Not that long since abandoned homes were full of life
OUT AND ABOUT WITH RALPH: Visiting remote settlements in Caithness by boat gives good access in clear conditions
Local lochs, by bike and by boat. Today the wind is howling and the temperature well into double digits, and I have to look back through my photos to convince myself I was out in very different conditions just a week or two ago.
Loch Torr na Ceardaich is one of Caithness’s remoter sheets of water. In my fit days I would occasionally visit on a long cross-country running circuit of some 15 miles from Dorrery but had not been there for years.
With wind farms encroaching ever more around the Flow Country it will not be long before, even here, the sight of turning blades encroaches on a spot where there is yet no visible sign of humans other than a faint quad-bike track.
I’ve wheeled a bike all the way down that chain of five lochs from Slettil to Tuim Ghlais and plan someday a trip with paddle-board or pack-raft – but this overdue visit was to be an easier out-and-return trip by e-bike.
It was a lovely clear morning but cold, down to -5C in Halkirk with a frost on the roads. The long estate track from Shurrery can be icy but there had been little rain and it was simply hard frozen, giving much easier cycling than usual when it is soft and muddy in places.
You need concentration and some skill on these tracks which are often rutted. The sky was clear, the wind light, southwards low fog was still lifting where even colder air lingered over the Loch More area. There is a huge exhilaration in being out under the big sky of the Caithness Flows on a bracing day in February, and Loch Tuim Ghlais is one of the best places to be.
The loch was covered in a thin layer of ice, the shoreline sands hard frozen. I could have ridden on, but left the bike to enjoy the walk, the normally very boggy ground was frozen hard with glittering icicles draping the banks of peat.
A faint quad-bike track now leads all the way to Ceardaich, before turning down the infant Forss. This destination loch, too, was mostly covered in ice, a group of small ducks made the most of the one bit of clear water near the outflow.
The loch remains an utterly peaceful spot among the low rolling moors, never visited other than by the gamekeeper or the occasional estate guest. My swimming notes say “shallow and peaty” and the same for Loch an Ealach Beg, just a mile distant but more easily reached from the Forsinard side.
A milder wind was picking up but the ground remained frozen, giving an easy walk and ride back towards Shurrery. Just off the track is the old settlement of Achsteenclate, now completely ruinous but inhabited within living memory. Relatives from the south would visit by train to Scotscalder then walking over Dorrery, appearing in the distance to the delight of the children who had been watching out. Only a few scrawny trees and low walls remain.
A week or two later and a very different day on a different loch. Rarely for Caithness it was flat calm, clear and sunny. A big swell on the sea was not inviting, but Loch Calder was completely mirror-calm as you rarely see it.

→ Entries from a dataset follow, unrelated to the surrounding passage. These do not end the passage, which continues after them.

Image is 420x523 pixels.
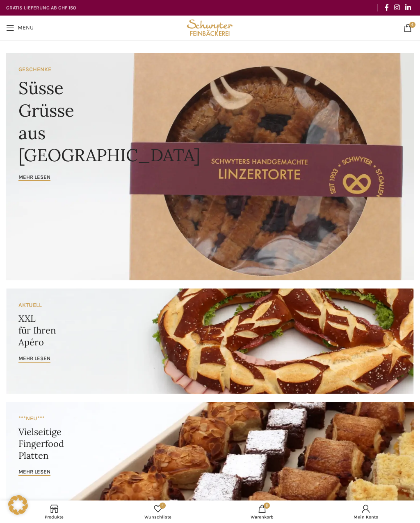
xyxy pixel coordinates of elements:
span: 6 [264,503,269,509]
a: Mein Konto [314,503,418,521]
span: 4 [159,503,166,509]
a: Instagram social link [391,1,402,14]
a: Banner link [6,289,413,394]
a: Facebook social link [381,1,391,14]
a: Banner link [6,402,413,516]
strong: GRATIS LIEFERUNG AB CHF 150 [6,5,76,10]
a: Banner link [6,53,413,280]
a: 6 [399,20,415,36]
span: Produkte [6,514,102,520]
span: Menu [18,25,33,30]
a: Linkedin social link [402,1,413,14]
span: Warenkorb [214,514,310,520]
a: Site logo [185,24,235,30]
a: Open mobile menu [2,20,38,36]
a: 6 Warenkorb [210,503,314,521]
img: Bäckerei Schwyter [185,15,235,40]
a: 4 Wunschliste [106,503,210,521]
div: My cart [210,503,314,521]
span: Wunschliste [110,514,206,520]
div: Meine Wunschliste [106,503,210,521]
a: Produkte [2,503,106,521]
span: Mein Konto [318,514,414,520]
span: 6 [409,22,415,27]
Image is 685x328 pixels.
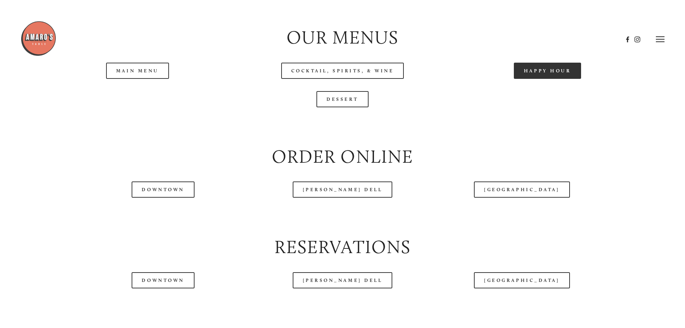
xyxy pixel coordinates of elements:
a: Downtown [132,272,194,288]
a: [GEOGRAPHIC_DATA] [474,272,570,288]
a: [PERSON_NAME] Dell [293,181,393,197]
h2: Reservations [41,234,644,260]
a: Dessert [317,91,369,107]
a: Downtown [132,181,194,197]
a: [PERSON_NAME] Dell [293,272,393,288]
a: [GEOGRAPHIC_DATA] [474,181,570,197]
h2: Order Online [41,144,644,169]
img: Amaro's Table [21,21,56,56]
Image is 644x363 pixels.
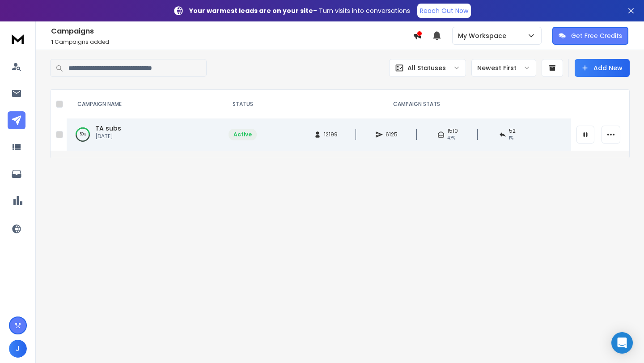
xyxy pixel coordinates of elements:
[575,59,630,77] button: Add New
[458,31,510,40] p: My Workspace
[471,59,536,77] button: Newest First
[9,339,27,358] button: J
[447,127,458,135] span: 1510
[189,6,313,15] strong: Your warmest leads are on your site
[95,124,121,132] a: TA subs
[67,118,223,151] td: 50%TA subs[DATE]
[234,131,252,138] div: Active
[417,4,471,18] a: Reach Out Now
[552,27,628,45] button: Get Free Credits
[324,131,337,138] span: 12199
[223,90,262,118] th: STATUS
[611,332,633,354] div: Open Intercom Messenger
[9,31,27,47] img: logo
[571,31,622,40] p: Get Free Credits
[509,127,515,135] span: 52
[95,132,121,140] p: [DATE]
[407,64,446,72] p: All Statuses
[51,38,53,45] span: 1
[67,90,223,118] th: CAMPAIGN NAME
[51,38,413,45] p: Campaigns added
[447,135,455,142] span: 47 %
[189,6,410,15] p: – Turn visits into conversations
[509,135,513,142] span: 1 %
[385,131,398,138] span: 6125
[51,26,413,37] h1: Campaigns
[262,90,571,118] th: CAMPAIGN STATS
[420,6,468,15] p: Reach Out Now
[79,130,86,139] p: 50 %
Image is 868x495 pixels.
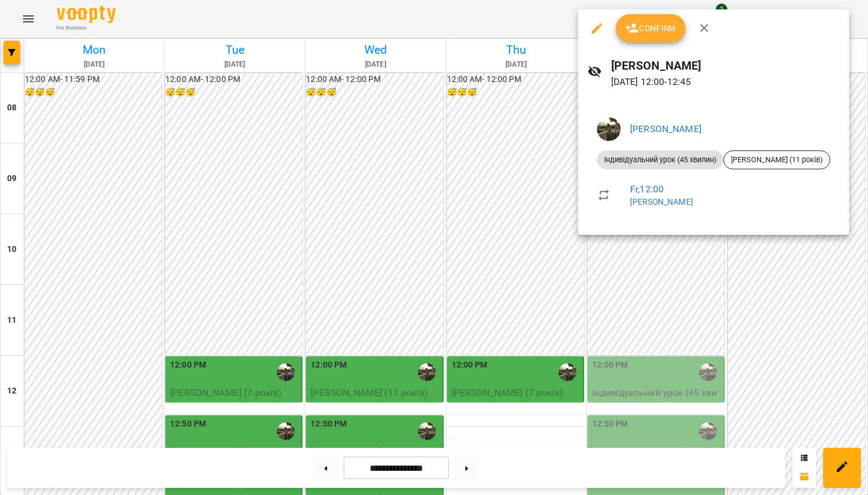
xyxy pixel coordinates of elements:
img: fc74d0d351520a79a6ede42b0c388ebb.jpeg [597,118,621,141]
a: [PERSON_NAME] [630,124,701,134]
span: Індивідуальний урок (45 хвилин) [597,155,723,165]
p: [DATE] 12:00 - 12:45 [611,75,840,89]
button: Confirm [616,14,685,42]
span: Confirm [625,21,676,36]
span: [PERSON_NAME] (11 років) [724,155,829,165]
h6: [PERSON_NAME] [611,57,840,75]
a: [PERSON_NAME] [630,197,693,206]
a: Fr , 12:00 [630,183,664,195]
div: [PERSON_NAME] (11 років) [723,150,830,169]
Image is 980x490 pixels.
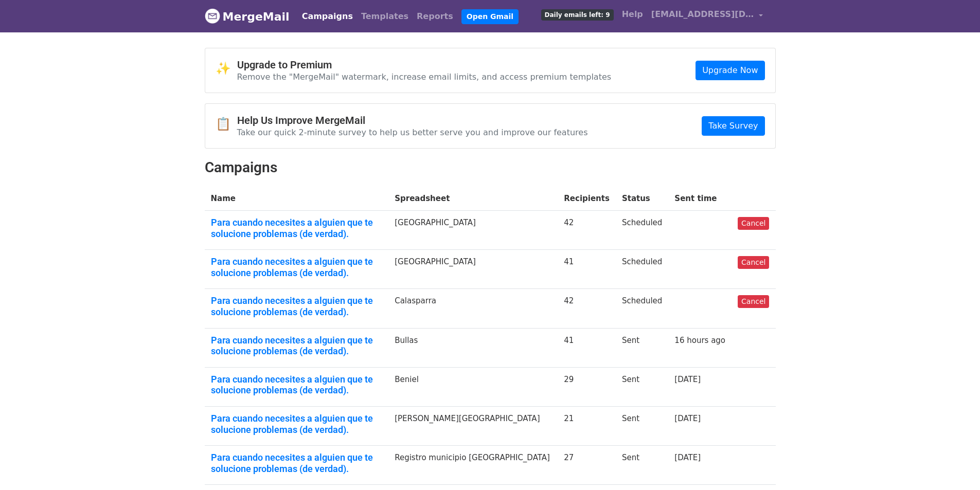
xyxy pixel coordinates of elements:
[616,211,668,250] td: Scheduled
[388,211,558,250] td: [GEOGRAPHIC_DATA]
[558,289,616,328] td: 42
[538,4,618,24] a: Daily emails left: 9
[205,159,776,176] h2: Campaigns
[558,328,616,367] td: 41
[237,114,588,126] h4: Help Us Improve MergeMail
[618,4,648,24] a: Help
[388,406,558,446] td: [PERSON_NAME][GEOGRAPHIC_DATA]
[357,6,413,27] a: Templates
[211,335,383,357] a: Para cuando necesites a alguien que te solucione problemas (de verdad).
[652,8,755,21] span: [EMAIL_ADDRESS][DOMAIN_NAME]
[205,8,220,24] img: MergeMail logo
[388,250,558,289] td: [GEOGRAPHIC_DATA]
[211,256,383,278] a: Para cuando necesites a alguien que te solucione problemas (de verdad).
[388,289,558,328] td: Calasparra
[211,374,383,396] a: Para cuando necesites a alguien que te solucione problemas (de verdad).
[388,446,558,485] td: Registro municipio [GEOGRAPHIC_DATA]
[216,117,237,132] span: 📋
[616,328,668,367] td: Sent
[675,336,725,345] a: 16 hours ago
[616,289,668,328] td: Scheduled
[616,250,668,289] td: Scheduled
[696,61,764,80] a: Upgrade Now
[616,187,668,211] th: Status
[558,211,616,250] td: 42
[216,61,237,76] span: ✨
[668,187,732,211] th: Sent time
[205,187,389,211] th: Name
[558,446,616,485] td: 27
[388,187,558,211] th: Spreadsheet
[738,295,770,308] a: Cancel
[211,217,383,239] a: Para cuando necesites a alguien que te solucione problemas (de verdad).
[675,414,701,423] a: [DATE]
[616,446,668,485] td: Sent
[541,10,614,21] span: Daily emails left: 9
[675,453,701,462] a: [DATE]
[738,256,770,269] a: Cancel
[558,367,616,406] td: 29
[616,406,668,446] td: Sent
[413,6,457,27] a: Reports
[211,452,383,474] a: Para cuando necesites a alguien que te solucione problemas (de verdad).
[558,187,616,211] th: Recipients
[675,375,701,385] a: [DATE]
[738,217,770,230] a: Cancel
[648,4,768,28] a: [EMAIL_ADDRESS][DOMAIN_NAME]
[237,58,612,71] h4: Upgrade to Premium
[205,5,290,27] a: MergeMail
[702,116,764,136] a: Take Survey
[462,10,518,24] a: Open Gmail
[237,127,588,138] p: Take our quick 2-minute survey to help us better serve you and improve our features
[211,295,383,317] a: Para cuando necesites a alguien que te solucione problemas (de verdad).
[211,413,383,435] a: Para cuando necesites a alguien que te solucione problemas (de verdad).
[298,6,357,27] a: Campaigns
[616,367,668,406] td: Sent
[558,406,616,446] td: 21
[237,71,612,82] p: Remove the "MergeMail" watermark, increase email limits, and access premium templates
[388,367,558,406] td: Beniel
[388,328,558,367] td: Bullas
[558,250,616,289] td: 41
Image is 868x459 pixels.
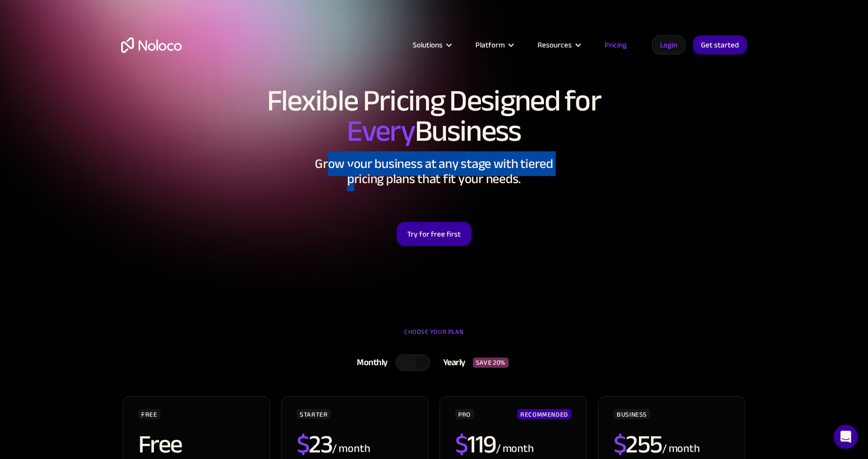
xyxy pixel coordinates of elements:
div: Resources [538,38,572,51]
div: SAVE 20% [473,357,509,368]
div: Solutions [413,38,443,51]
div: / month [496,441,534,457]
a: Pricing [592,38,639,51]
div: RECOMMENDED [517,409,572,419]
div: Open Intercom Messenger [834,425,858,449]
div: Resources [525,38,592,51]
a: home [121,37,182,53]
a: Try for free first [396,222,472,246]
div: Solutions [401,38,462,51]
div: FREE [138,409,160,419]
div: / month [332,441,370,457]
div: CHOOSE YOUR PLAN [121,324,747,350]
div: Yearly [430,355,473,371]
div: STARTER [296,409,330,419]
span: Every [347,103,415,159]
div: Platform [476,38,505,51]
h1: Flexible Pricing Designed for Business [121,86,747,146]
h2: 119 [455,432,496,457]
a: Login [652,35,685,54]
h2: 255 [614,432,662,457]
a: Get started [693,35,747,54]
h2: Free [138,432,183,457]
div: Monthly [344,355,396,371]
div: Platform [462,38,525,51]
div: BUSINESS [614,409,650,419]
div: / month [662,441,700,457]
h2: 23 [296,432,333,457]
div: PRO [455,409,474,419]
h2: Grow your business at any stage with tiered pricing plans that fit your needs. [121,156,747,187]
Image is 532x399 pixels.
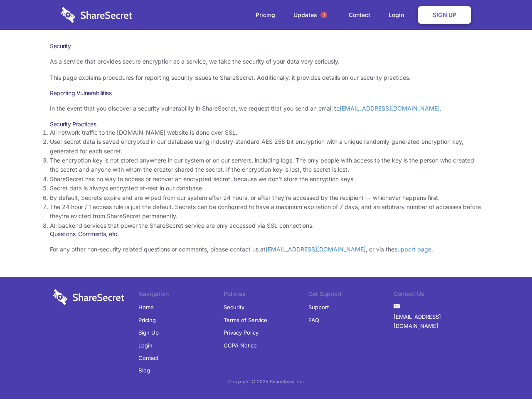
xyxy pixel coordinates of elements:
[138,314,156,326] a: Pricing
[266,246,366,252] a: [EMAIL_ADDRESS][DOMAIN_NAME]
[61,7,132,23] img: logo-wordmark-white-trans-d4663122ce5f474addd5e946df7df03e33cb6a1c49d2221995e7729f52c070b2.svg
[308,289,394,301] li: Get Support
[138,339,153,352] a: Login
[308,314,319,326] a: FAQ
[340,105,440,112] a: [EMAIL_ADDRESS][DOMAIN_NAME]
[138,364,150,376] a: Blog
[50,89,482,97] h3: Reporting Vulnerabilities
[50,221,482,230] li: All backend services that power the ShareSecret service are only accessed via SSL connections.
[224,314,267,326] a: Terms of Service
[340,2,378,28] a: Contact
[224,301,244,313] a: Security
[50,175,482,184] li: ShareSecret has no way to access or recover an encrypted secret, because we don’t store the encry...
[50,245,482,254] p: For any other non-security related questions or comments, please contact us at , or via the .
[247,2,284,28] a: Pricing
[320,12,327,18] span: 1
[138,289,224,301] li: Navigation
[395,246,432,252] a: support page
[138,352,159,364] a: Contact
[138,301,154,313] a: Home
[50,156,482,175] li: The encryption key is not stored anywhere in our system or on our servers, including logs. The on...
[224,339,257,352] a: CCPA Notice
[394,311,479,332] a: [EMAIL_ADDRESS][DOMAIN_NAME]
[50,193,482,202] li: By default, Secrets expire and are wiped from our system after 24 hours, or after they’re accesse...
[224,326,259,339] a: Privacy Policy
[138,326,159,339] a: Sign Up
[308,301,329,313] a: Support
[50,230,482,238] h3: Questions, Comments, etc.
[50,184,482,193] li: Secret data is always encrypted at-rest in our database.
[53,289,124,305] img: logo-wordmark-white-trans-d4663122ce5f474addd5e946df7df03e33cb6a1c49d2221995e7729f52c070b2.svg
[50,42,482,50] h1: Security
[50,120,482,128] h3: Security Practices
[50,128,482,137] li: All network traffic to the [DOMAIN_NAME] website is done over SSL.
[50,137,482,156] li: User secret data is saved encrypted in our database using industry-standard AES 256 bit encryptio...
[380,2,416,28] a: Login
[50,73,482,82] p: This page explains procedures for reporting security issues to ShareSecret. Additionally, it prov...
[224,289,309,301] li: Policies
[394,289,479,301] li: Contact Us
[50,202,482,221] li: The 24 hour / 1 access rule is just the default. Secrets can be configured to have a maximum expi...
[418,6,471,23] a: Sign Up
[50,104,482,113] p: In the event that you discover a security vulnerability in ShareSecret, we request that you send ...
[50,57,482,66] p: As a service that provides secure encryption as a service, we take the security of your data very...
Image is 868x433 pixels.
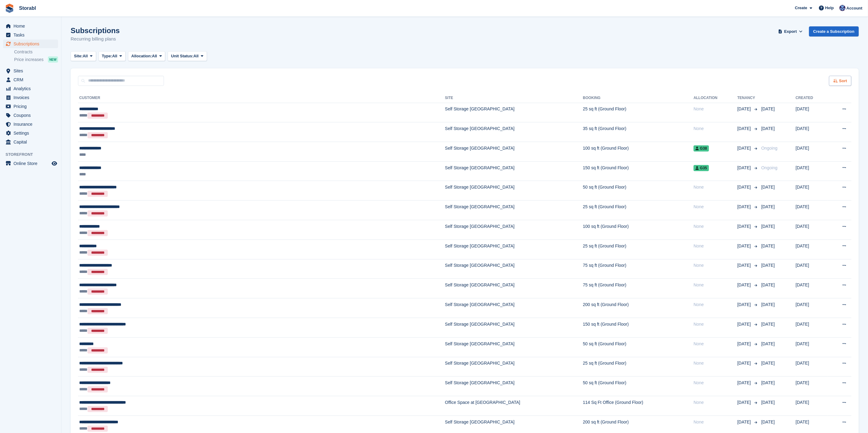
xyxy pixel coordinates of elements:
[74,53,82,59] span: Site:
[152,53,157,59] span: All
[694,262,738,269] div: None
[694,165,709,171] span: G35
[3,138,58,146] a: menu
[13,111,50,120] span: Coupons
[16,3,39,13] a: Storabl
[795,299,828,318] td: [DATE]
[795,376,828,396] td: [DATE]
[3,93,58,102] a: menu
[583,240,694,259] td: 25 sq ft (Ground Floor)
[795,5,807,11] span: Create
[102,53,112,59] span: Type:
[445,122,583,142] td: Self Storage [GEOGRAPHIC_DATA]
[71,36,120,43] p: Recurring billing plans
[795,318,828,338] td: [DATE]
[809,26,859,36] a: Create a Subscription
[71,26,120,34] h1: Subscriptions
[78,93,445,103] th: Customer
[445,220,583,240] td: Self Storage [GEOGRAPHIC_DATA]
[737,399,752,406] span: [DATE]
[583,103,694,122] td: 25 sq ft (Ground Floor)
[5,4,14,13] img: stora-icon-8386f47178a22dfd0bd8f6a31ec36ba5ce8667c1dd55bd0f319d3a0aa187defe.svg
[761,302,774,307] span: [DATE]
[445,181,583,200] td: Self Storage [GEOGRAPHIC_DATA]
[761,244,774,248] span: [DATE]
[761,146,777,151] span: Ongoing
[13,84,50,93] span: Analytics
[14,56,58,63] a: Price increases NEW
[795,181,828,200] td: [DATE]
[583,279,694,299] td: 75 sq ft (Ground Floor)
[737,243,752,250] span: [DATE]
[737,126,752,132] span: [DATE]
[48,57,58,63] div: NEW
[761,106,774,112] span: [DATE]
[777,26,804,36] button: Export
[13,67,50,75] span: Sites
[846,5,862,11] span: Account
[3,40,58,48] a: menu
[694,321,738,328] div: None
[795,259,828,279] td: [DATE]
[761,420,774,424] span: [DATE]
[13,30,50,39] span: Tasks
[694,360,738,366] div: None
[761,322,774,327] span: [DATE]
[761,205,774,209] span: [DATE]
[583,122,694,142] td: 35 sq ft (Ground Floor)
[583,220,694,240] td: 100 sq ft (Ground Floor)
[51,160,58,167] a: Preview store
[3,22,58,30] a: menu
[694,223,738,230] div: None
[3,159,58,168] a: menu
[445,161,583,181] td: Self Storage [GEOGRAPHIC_DATA]
[761,126,774,131] span: [DATE]
[737,419,752,425] span: [DATE]
[14,57,44,63] span: Price increases
[445,259,583,279] td: Self Storage [GEOGRAPHIC_DATA]
[13,129,50,137] span: Settings
[583,142,694,162] td: 100 sq ft (Ground Floor)
[795,93,828,103] th: Created
[13,138,50,146] span: Capital
[128,51,166,61] button: Allocation: All
[694,146,709,151] span: G38
[445,93,583,103] th: Site
[737,93,759,103] th: Tenancy
[694,243,738,250] div: None
[3,129,58,137] a: menu
[737,165,752,171] span: [DATE]
[445,279,583,299] td: Self Storage [GEOGRAPHIC_DATA]
[13,159,50,168] span: Online Store
[583,357,694,376] td: 25 sq ft (Ground Floor)
[795,103,828,122] td: [DATE]
[737,184,752,190] span: [DATE]
[694,184,738,190] div: None
[795,161,828,181] td: [DATE]
[445,142,583,162] td: Self Storage [GEOGRAPHIC_DATA]
[737,145,752,151] span: [DATE]
[445,299,583,318] td: Self Storage [GEOGRAPHIC_DATA]
[795,200,828,220] td: [DATE]
[795,279,828,299] td: [DATE]
[445,200,583,220] td: Self Storage [GEOGRAPHIC_DATA]
[825,5,833,11] span: Help
[132,53,152,59] span: Allocation:
[694,399,738,406] div: None
[694,126,738,132] div: None
[3,102,58,110] a: menu
[3,30,58,39] a: menu
[445,240,583,259] td: Self Storage [GEOGRAPHIC_DATA]
[737,302,752,308] span: [DATE]
[583,318,694,338] td: 150 sq ft (Ground Floor)
[171,53,194,59] span: Unit Status:
[761,224,774,229] span: [DATE]
[445,318,583,338] td: Self Storage [GEOGRAPHIC_DATA]
[13,75,50,84] span: CRM
[3,67,58,75] a: menu
[583,93,694,103] th: Booking
[694,419,738,425] div: None
[445,103,583,122] td: Self Storage [GEOGRAPHIC_DATA]
[112,53,117,59] span: All
[795,142,828,162] td: [DATE]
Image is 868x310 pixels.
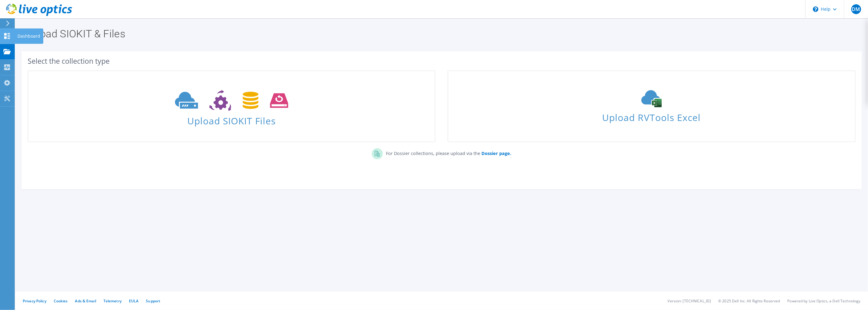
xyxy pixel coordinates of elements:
a: Dossier page. [480,151,511,156]
a: Upload SIOKIT Files [27,71,435,142]
span: DM [851,4,861,14]
b: Dossier page. [482,151,511,156]
div: Dashboard [14,28,43,44]
a: Ads & Email [75,299,96,304]
span: Upload RVTools Excel [448,110,855,123]
span: Upload SIOKIT Files [28,112,435,125]
li: © 2025 Dell Inc. All Rights Reserved [719,299,780,304]
a: Telemetry [103,299,122,304]
h1: Upload SIOKIT & Files [25,28,856,39]
li: Powered by Live Optics, a Dell Technology [788,299,860,304]
div: Select the collection type [27,57,856,64]
li: Version: [TECHNICAL_ID] [667,299,711,304]
a: Cookies [54,299,68,304]
a: Support [146,299,160,304]
a: Upload RVTools Excel [447,71,856,142]
svg: \n [813,6,819,12]
a: Privacy Policy [23,299,46,304]
p: For Dossier collections, please upload via the [383,148,511,157]
a: EULA [129,299,139,304]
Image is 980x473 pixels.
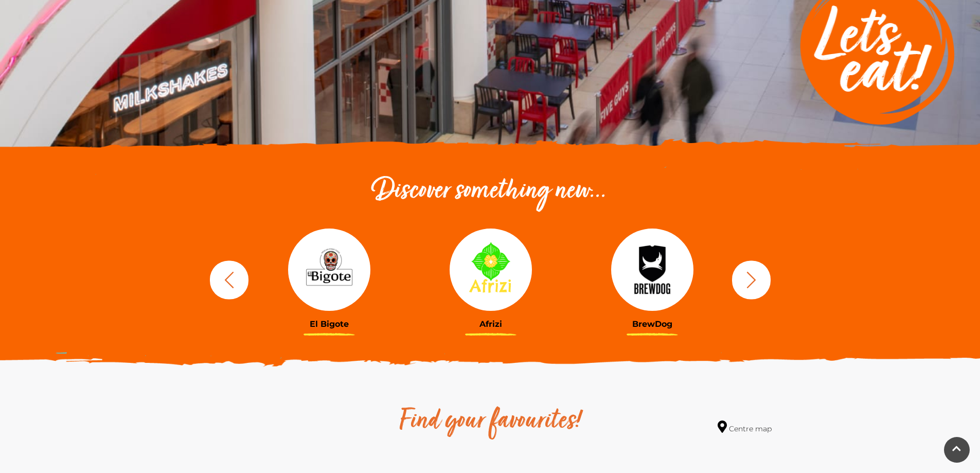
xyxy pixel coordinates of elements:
[418,318,564,329] h3: Afrizi
[256,318,402,329] h3: El Bigote
[579,228,725,329] a: BrewDog
[418,228,564,329] a: Afrizi
[303,405,678,438] h2: Find your favourites!
[256,228,402,329] a: El Bigote
[204,175,776,208] h2: Discover something new...
[579,318,725,329] h3: BrewDog
[718,421,771,434] a: Centre map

I can’t remember kayaking round the loch in such conditions, blue sky and the only ripples on the water made by my paddle. It was only the end of February but the sun had a warmth to it, and even one or two fish were rising. The air remained completely still and the few white clouds were perfectly mirrored in the water.
Here too on the little-visited western side of of the loch are ruined crofts, Lower and Upper Buolloch to the north and Carriside in a delightful setting raised up on a hillock surrounded by water on three sides. There are the remains of much older settlements, brochs, chambered cairns, cists, and an incised footprint in the rock on a low hilltop.
A kayak is the ideal way to explore this remote shoreline as the ground gives very rough and wet walking. Much of the more recent forestry has now been felled, making for even harder access by land.
On such a day a boat gives you complete freedom to easily go wherever you like on the loch and just enjoy the rare conditions. The first lapwings were displaying, there were yet no primroses but early spring was certainly trying to make an appearance. Surely winter is not already over?